## GOAL OF THE EXERCISE
Working through the data below, reproduce word for word the line with "Identify the location" and every line after it, both ends included, and omit the pictures.

(Collected data entries)
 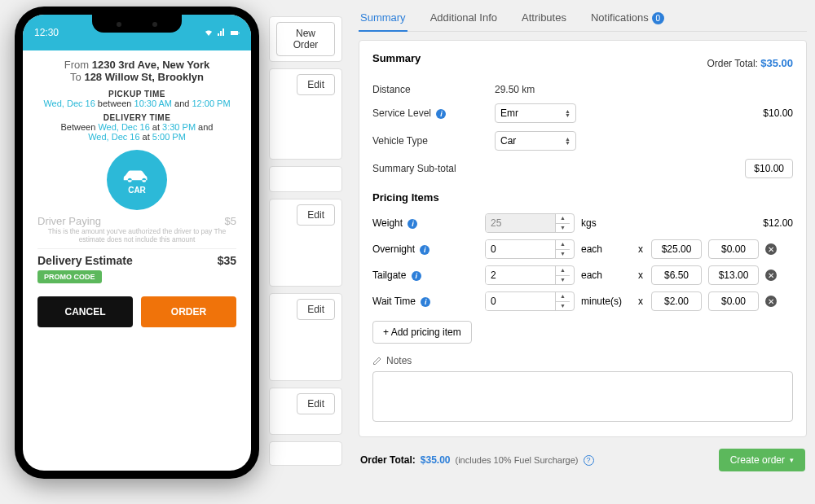 What do you see at coordinates (137, 65) in the screenshot?
I see `from-address: From 1230 3rd Ave, New York` at bounding box center [137, 65].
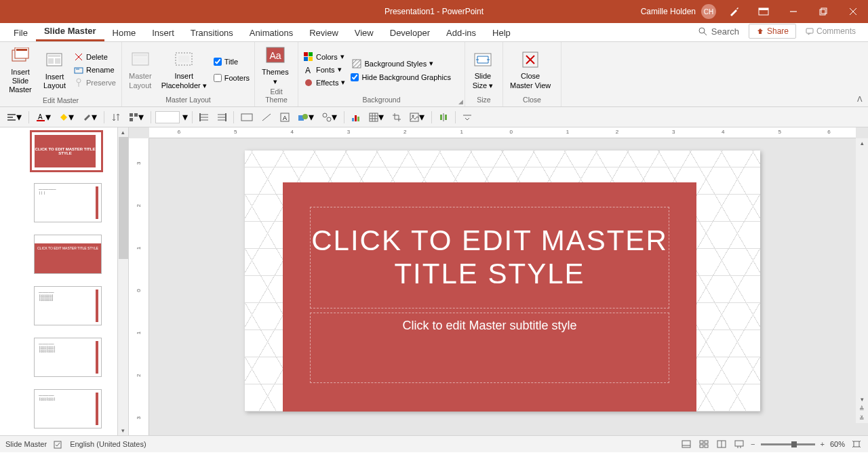 This screenshot has height=459, width=868. Describe the element at coordinates (467, 117) in the screenshot. I see `more-button` at that location.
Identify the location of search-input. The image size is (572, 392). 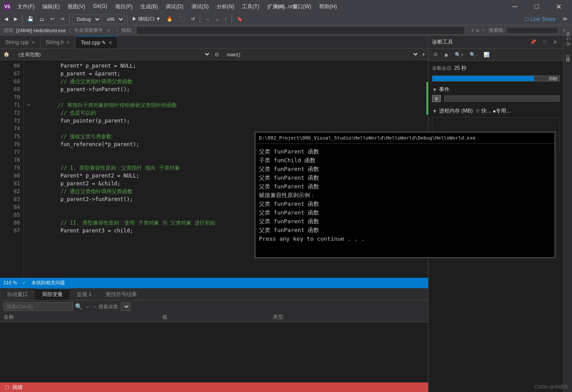
(532, 31).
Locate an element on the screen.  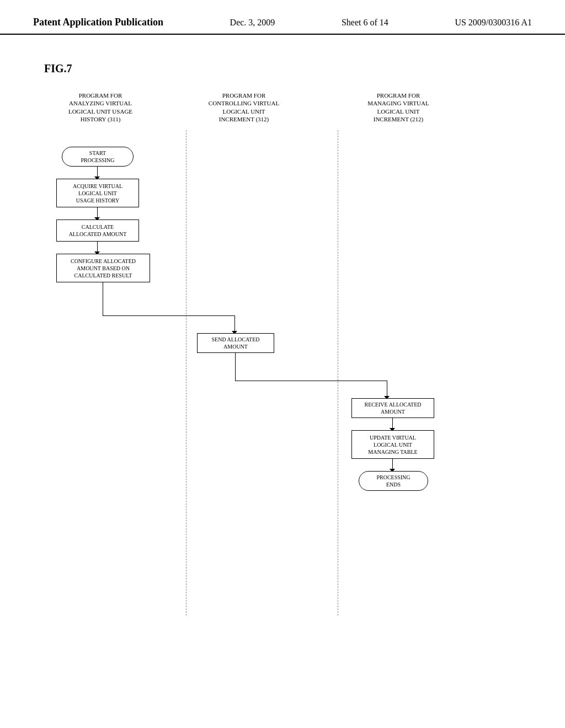
arrow-line-4c is located at coordinates (235, 324).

## ANSWER TO THIS PROBLEM
Identify the location of search-input. The image size is (572, 392). 
(532, 31).
Locate an element on the screen.  
arrow-line-4c is located at coordinates (235, 324).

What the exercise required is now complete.